GOVERNMENT proposals to take low-achieving pupils out of mainstream schools at 14 are causing an uproar among teacher unions and the parliamentary opposition.

The debate has been fuelled by a recent Organisation for Economic Co-operation and Development report, Overcoming failure at school, which showed that failure rates in Spanish secondaries - defined as failure to obtain the school-leaving certificate - stand at 26 per cent, six points above the European average.

Those students who leave Spanish schools with no qualifications are currently channelled into training courses for manual and technical skills such as carpentry and metalwork.
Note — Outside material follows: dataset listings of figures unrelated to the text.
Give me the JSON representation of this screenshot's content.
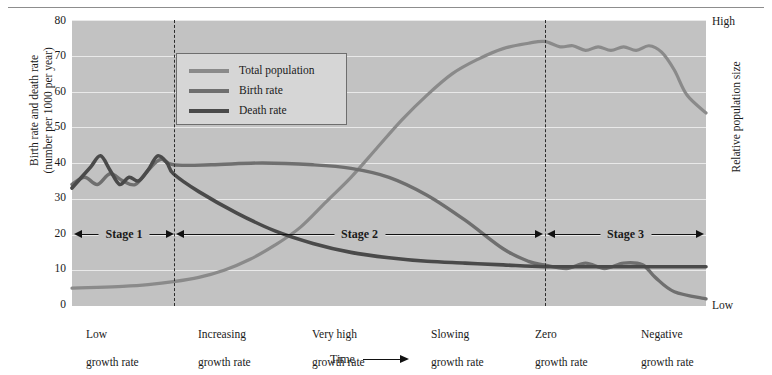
{
  "axes": {
    "left_title": "Birth rate and death rate\n(number per 1000 per year)",
    "left_title_line1": "Birth rate and death rate",
    "left_title_line2": "(number per 1000 per year)",
    "right_title": "Relative population size",
    "right_high": "High",
    "right_low": "Low",
    "x_label": "Time",
    "yticks": [
      "80",
      "70",
      "60",
      "50",
      "40",
      "30",
      "20",
      "10",
      "0"
    ]
  },
  "legend": {
    "items": [
      {
        "label": "Total population",
        "color": "#8a8a8a"
      },
      {
        "label": "Birth rate",
        "color": "#6f6f6f"
      },
      {
        "label": "Death rate",
        "color": "#4a4a4a"
      }
    ]
  },
  "stages": [
    {
      "label": "Stage 1"
    },
    {
      "label": "Stage 2"
    },
    {
      "label": "Stage 3"
    }
  ],
  "phases": [
    {
      "line1": "Low",
      "line2": "growth rate"
    },
    {
      "line1": "Increasing",
      "line2": "growth rate"
    },
    {
      "line1": "Very high",
      "line2": "growth rate"
    },
    {
      "line1": "Slowing",
      "line2": "growth rate"
    },
    {
      "line1": "Zero",
      "line2": "growth rate"
    },
    {
      "line1": "Negative",
      "line2": "growth rate"
    }
  ],
  "colors": {
    "plot_background": "#c2c2c2",
    "gridline": "#e9e9e9",
    "total_population": "#8a8a8a",
    "birth_rate": "#6f6f6f",
    "death_rate": "#4a4a4a",
    "divider": "#2b2b2b"
  },
  "chart_data": {
    "type": "line",
    "xlabel": "Time",
    "ylabel": "Birth rate and death rate (number per 1000 per year)",
    "y2label": "Relative population size",
    "ylim": [
      0,
      80
    ],
    "yticks": [
      0,
      10,
      20,
      30,
      40,
      50,
      60,
      70,
      80
    ],
    "grid": true,
    "legend_position": "top-left",
    "stage_boundaries_x": [
      0.16,
      0.745
    ],
    "series": [
      {
        "name": "Total population",
        "color": "#8a8a8a",
        "x": [
          0.0,
          0.04,
          0.08,
          0.12,
          0.16,
          0.2,
          0.24,
          0.28,
          0.32,
          0.36,
          0.4,
          0.44,
          0.48,
          0.52,
          0.56,
          0.6,
          0.64,
          0.68,
          0.72,
          0.745,
          0.77,
          0.79,
          0.81,
          0.83,
          0.85,
          0.87,
          0.89,
          0.91,
          0.93,
          0.95,
          0.97,
          1.0
        ],
        "values": [
          5,
          5.2,
          5.5,
          6,
          6.8,
          8,
          10,
          13,
          17,
          22,
          29,
          36,
          44,
          52,
          59,
          65,
          69,
          72,
          73.5,
          74,
          72.5,
          72.8,
          71.5,
          72.5,
          71.5,
          72.5,
          71.5,
          72.8,
          71,
          66,
          59,
          54
        ]
      },
      {
        "name": "Birth rate",
        "color": "#6f6f6f",
        "x": [
          0.0,
          0.02,
          0.04,
          0.06,
          0.08,
          0.1,
          0.12,
          0.14,
          0.16,
          0.22,
          0.3,
          0.38,
          0.44,
          0.5,
          0.56,
          0.62,
          0.68,
          0.72,
          0.745,
          0.78,
          0.81,
          0.84,
          0.87,
          0.9,
          0.92,
          0.95,
          1.0
        ],
        "values": [
          34,
          36,
          34,
          37,
          35,
          34,
          38,
          41,
          39.5,
          39.5,
          40,
          39.5,
          38.5,
          36,
          31,
          24,
          16,
          12.5,
          11.5,
          10.5,
          12,
          10.5,
          12,
          11.5,
          8,
          4,
          2
        ]
      },
      {
        "name": "Death rate",
        "color": "#4a4a4a",
        "x": [
          0.0,
          0.015,
          0.03,
          0.045,
          0.06,
          0.075,
          0.09,
          0.105,
          0.12,
          0.135,
          0.15,
          0.16,
          0.2,
          0.26,
          0.32,
          0.38,
          0.44,
          0.5,
          0.56,
          0.62,
          0.68,
          0.745,
          0.82,
          0.9,
          1.0
        ],
        "values": [
          33,
          36,
          39,
          42,
          38,
          34,
          36,
          35,
          38,
          42,
          40,
          37,
          32,
          26,
          21,
          17.5,
          15,
          13.5,
          12.5,
          12,
          11.5,
          11,
          11,
          11,
          11
        ]
      }
    ]
  }
}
Education minister Mariano Rajoy, who proposed the changes, believes that less able students should be allowed to drop the standard curricula from the age of 14. “It is possible we need to start diversifying the curricula from 14 years,” he said.

“It is not clear that a law which says all students should study the same things in the same classroom is producing positive results.”

However, in a parliamentary debate last week, Mr Rajoy found the full political opposition ranged against him, including a sometime political ally Convergencia i Unio. CiU spokeswoman Carme Laura Gil said: “We were trying to avoid segregation and assure students’ rights to receive the same kind of education.”

One of the strongest objections is that these students would no longer attend their usual school because the special training courses are based elsewhere.

Carles Martinez, spokesman for the Catalan teaching union, USTEC, said: “All students between 12 and 16 should be at the same schools, but there should be special classes for those students who find it difficult to follow the standard curriculum.”

Mr Martinez believes other measures are also needed, including more special centres for the small minority of very disturbed teenagers - a group he estimates to be around 1 per cent of pupils. In Catalonia, north-eastern Spain, there are currently 15 such centres.

In addition, classroom sizes at secondary schools, currently limited by law to a maximum of 30, should be brought down to 25, he said.

Spanish parents share his concern. A recent survey found that 68.3 per cent felt the system should pay more attention to the needs of less able children.